Half a minute later he returned posthaste, and followed by two men, whom he evidently had gone to get—Knocker Freeland and Jack Glidden.

All vanished hurriedly into the house.

“Gee! there’s something doing, all right,” thought Patsy, not for a moment supposing that Nick was in the house. “Badger got the gang together for some reason. It now is a hundred to one that all of them were in the Manhattanville house last night, and that some sort of a deal is to be made with Goulard.
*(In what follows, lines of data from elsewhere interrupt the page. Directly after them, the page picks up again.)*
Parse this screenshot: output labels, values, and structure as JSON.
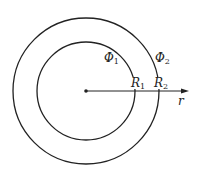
{
  "diagram": {
    "type": "concentric-circles",
    "center": {
      "x": 86,
      "y": 91
    },
    "circles": [
      {
        "name": "inner",
        "radius": 49,
        "potential_label": "Φ",
        "potential_sub": "1",
        "radius_label": "R",
        "radius_sub": "1"
      },
      {
        "name": "outer",
        "radius": 73,
        "potential_label": "Φ",
        "potential_sub": "2",
        "radius_label": "R",
        "radius_sub": "2"
      }
    ],
    "axis": {
      "label": "r"
    },
    "colors": {
      "stroke": "#222222",
      "background": "#ffffff"
    }
  }
}
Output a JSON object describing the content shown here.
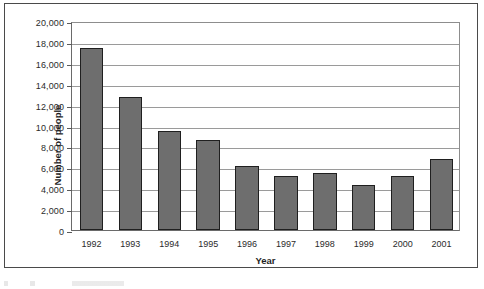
{
  "chart_data": {
    "type": "bar",
    "title": "",
    "xlabel": "Year",
    "ylabel": "Number of people",
    "categories": [
      "1992",
      "1993",
      "1994",
      "1995",
      "1996",
      "1997",
      "1998",
      "1999",
      "2000",
      "2001"
    ],
    "values": [
      17400,
      12700,
      9500,
      8600,
      6100,
      5200,
      5500,
      4300,
      5200,
      6800
    ],
    "ylim": [
      0,
      20000
    ],
    "ytick_step": 2000,
    "ytick_labels": [
      "0",
      "2,000",
      "4,000",
      "6,000",
      "8,000",
      "10,000",
      "12,000",
      "14,000",
      "16,000",
      "18,000",
      "20,000"
    ],
    "ytick_values": [
      0,
      2000,
      4000,
      6000,
      8000,
      10000,
      12000,
      14000,
      16000,
      18000,
      20000
    ],
    "grid": true,
    "legend": false,
    "series": [
      {
        "name": "Number of people",
        "values": [
          17400,
          12700,
          9500,
          8600,
          6100,
          5200,
          5500,
          4300,
          5200,
          6800
        ]
      }
    ],
    "colors": {
      "bar_fill": "#6e6e6e",
      "bar_border": "#1f1f1f",
      "gridline": "#9a9a9a",
      "axis": "#6a6a6a",
      "text": "#2b2b2b",
      "frame": "#4a4a4a",
      "background": "#ffffff"
    }
  }
}
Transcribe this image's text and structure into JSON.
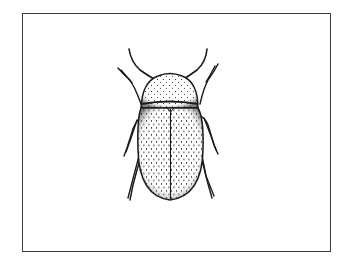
{
  "image": {
    "subject": "beetle illustration",
    "style": "black-and-white pen stipple drawing",
    "colors": {
      "background": "#ffffff",
      "frame": "#3a3a3a",
      "ink": "#1a1a1a"
    }
  }
}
I’ll wait here a while longer, at all events, and see what follows.”

Patsy waited, constantly watching, but he did not hear the report of Nick’s revolver, nor any sounds of the brief struggle that ensued.

He saw nothing more, in fact, until Glidden issued from the porch about twenty minutes later and rushed away to the lime shed.
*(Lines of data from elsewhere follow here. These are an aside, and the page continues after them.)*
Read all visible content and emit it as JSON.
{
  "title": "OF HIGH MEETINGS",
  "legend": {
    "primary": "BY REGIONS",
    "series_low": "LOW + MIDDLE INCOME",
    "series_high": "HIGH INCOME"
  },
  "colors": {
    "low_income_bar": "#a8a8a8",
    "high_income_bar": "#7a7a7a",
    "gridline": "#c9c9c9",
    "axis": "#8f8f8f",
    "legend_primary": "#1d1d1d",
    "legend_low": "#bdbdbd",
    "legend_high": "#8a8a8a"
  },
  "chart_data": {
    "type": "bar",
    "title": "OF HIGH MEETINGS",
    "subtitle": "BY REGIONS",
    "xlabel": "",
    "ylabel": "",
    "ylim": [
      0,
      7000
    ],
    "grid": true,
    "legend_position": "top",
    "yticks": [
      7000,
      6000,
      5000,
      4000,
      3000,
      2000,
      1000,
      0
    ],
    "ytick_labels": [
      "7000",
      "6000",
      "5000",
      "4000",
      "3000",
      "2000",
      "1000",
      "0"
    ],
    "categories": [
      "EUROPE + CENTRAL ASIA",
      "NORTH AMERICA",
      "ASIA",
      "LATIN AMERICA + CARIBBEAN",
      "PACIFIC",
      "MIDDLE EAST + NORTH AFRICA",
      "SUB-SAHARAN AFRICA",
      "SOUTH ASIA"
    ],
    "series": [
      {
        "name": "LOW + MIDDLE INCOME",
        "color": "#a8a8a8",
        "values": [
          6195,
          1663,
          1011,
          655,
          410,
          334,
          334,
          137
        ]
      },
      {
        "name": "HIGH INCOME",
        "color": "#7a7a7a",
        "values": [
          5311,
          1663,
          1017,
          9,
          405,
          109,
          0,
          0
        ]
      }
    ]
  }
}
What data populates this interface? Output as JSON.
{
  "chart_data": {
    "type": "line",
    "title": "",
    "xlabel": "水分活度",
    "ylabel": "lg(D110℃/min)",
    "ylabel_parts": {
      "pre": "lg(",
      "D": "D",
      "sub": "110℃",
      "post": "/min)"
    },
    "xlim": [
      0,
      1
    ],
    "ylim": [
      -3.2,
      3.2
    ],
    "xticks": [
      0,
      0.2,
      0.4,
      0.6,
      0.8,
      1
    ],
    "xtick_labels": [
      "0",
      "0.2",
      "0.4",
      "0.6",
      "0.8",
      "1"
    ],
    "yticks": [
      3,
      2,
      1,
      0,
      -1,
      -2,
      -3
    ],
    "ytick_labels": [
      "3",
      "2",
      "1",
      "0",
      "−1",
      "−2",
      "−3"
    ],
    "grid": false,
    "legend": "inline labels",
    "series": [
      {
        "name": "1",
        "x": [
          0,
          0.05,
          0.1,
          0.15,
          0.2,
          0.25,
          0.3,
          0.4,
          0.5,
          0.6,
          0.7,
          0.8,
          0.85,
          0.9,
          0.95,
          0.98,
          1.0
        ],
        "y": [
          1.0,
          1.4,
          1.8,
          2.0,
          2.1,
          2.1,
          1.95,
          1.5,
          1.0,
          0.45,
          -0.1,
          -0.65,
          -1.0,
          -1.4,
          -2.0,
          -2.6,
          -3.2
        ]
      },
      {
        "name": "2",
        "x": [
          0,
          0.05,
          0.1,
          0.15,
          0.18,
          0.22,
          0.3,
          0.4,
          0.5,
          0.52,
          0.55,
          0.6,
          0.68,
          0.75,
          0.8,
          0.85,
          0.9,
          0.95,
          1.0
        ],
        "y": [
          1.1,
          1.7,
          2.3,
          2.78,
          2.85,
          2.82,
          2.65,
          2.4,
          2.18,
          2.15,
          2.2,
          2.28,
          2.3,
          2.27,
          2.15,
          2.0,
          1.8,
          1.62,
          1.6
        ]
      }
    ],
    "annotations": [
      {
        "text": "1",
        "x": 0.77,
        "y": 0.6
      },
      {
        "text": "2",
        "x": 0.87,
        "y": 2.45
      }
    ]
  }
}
“There goes one of them again,” Patsy muttered. “There must be something doing over in that building, also, if the haste of that rat counts for anything. I’ll wait and see whether he returns.”
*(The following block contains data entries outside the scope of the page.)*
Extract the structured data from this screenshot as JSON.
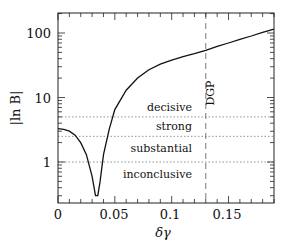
{
  "chart_data": {
    "type": "line",
    "title": "",
    "xlabel": "δγ",
    "ylabel": "|ln B|",
    "xlim": [
      0,
      0.19
    ],
    "ylim": [
      0.3,
      200
    ],
    "yscale": "log",
    "xticks": [
      0,
      0.05,
      0.1,
      0.15
    ],
    "xtick_labels": [
      "0",
      "0.05",
      "0.1",
      "0.15"
    ],
    "yticks": [
      1,
      10,
      100
    ],
    "ytick_labels": [
      "1",
      "10",
      "100"
    ],
    "grid": false,
    "legend": null,
    "series": [
      {
        "name": "|ln B|",
        "style": "solid",
        "x": [
          0,
          0.005,
          0.01,
          0.015,
          0.02,
          0.025,
          0.03,
          0.033,
          0.035,
          0.037,
          0.04,
          0.045,
          0.05,
          0.06,
          0.07,
          0.08,
          0.09,
          0.1,
          0.11,
          0.12,
          0.13,
          0.14,
          0.15,
          0.16,
          0.17,
          0.18,
          0.19
        ],
        "y": [
          3.3,
          3.2,
          3.0,
          2.6,
          2.0,
          1.3,
          0.6,
          0.3,
          0.3,
          0.5,
          1.3,
          3.2,
          6.5,
          13,
          20,
          27,
          33,
          38,
          43,
          48,
          54,
          62,
          70,
          80,
          90,
          102,
          115
        ]
      }
    ],
    "hlines": [
      {
        "y": 5,
        "style": "dotted",
        "label": "decisive"
      },
      {
        "y": 2.5,
        "style": "dotted",
        "label": "strong"
      },
      {
        "y": 1,
        "style": "dotted",
        "label": "substantial"
      },
      {
        "y": 0.3,
        "style": "none",
        "label": "inconclusive"
      }
    ],
    "vlines": [
      {
        "x": 0.13,
        "style": "dashed",
        "label": "DGP"
      }
    ],
    "annotations": [
      "decisive",
      "strong",
      "substantial",
      "inconclusive",
      "DGP"
    ]
  },
  "labels": {
    "x_axis": "δγ",
    "y_axis": "|ln B|",
    "dgp": "DGP",
    "decisive": "decisive",
    "strong": "strong",
    "substantial": "substantial",
    "inconclusive": "inconclusive",
    "xt0": "0",
    "xt1": "0.05",
    "xt2": "0.1",
    "xt3": "0.15",
    "yt0": "1",
    "yt1": "10",
    "yt2": "100"
  }
}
Patsy had not long to wait.

Glidden reappeared in about a minute, in company with a slender man in a blouse and overalls, both pushing a low truck.

“Gee! that’s Jimmy Dakin, known as Quicklime Jimmy,[Pg 35]” thought Patsy, who knew most of the gangsters by sight. “He must be the rascal who runs that lime business. But what in thunder are they going to do with that truck? Have they killed Goulard? Are they going to truck him to the shed and then dump him into the river?”

Patsy remained to find out, if possible. He saw them bring the truck to the porch door, after which he could see neither them nor the truck, the porch cutting off his view.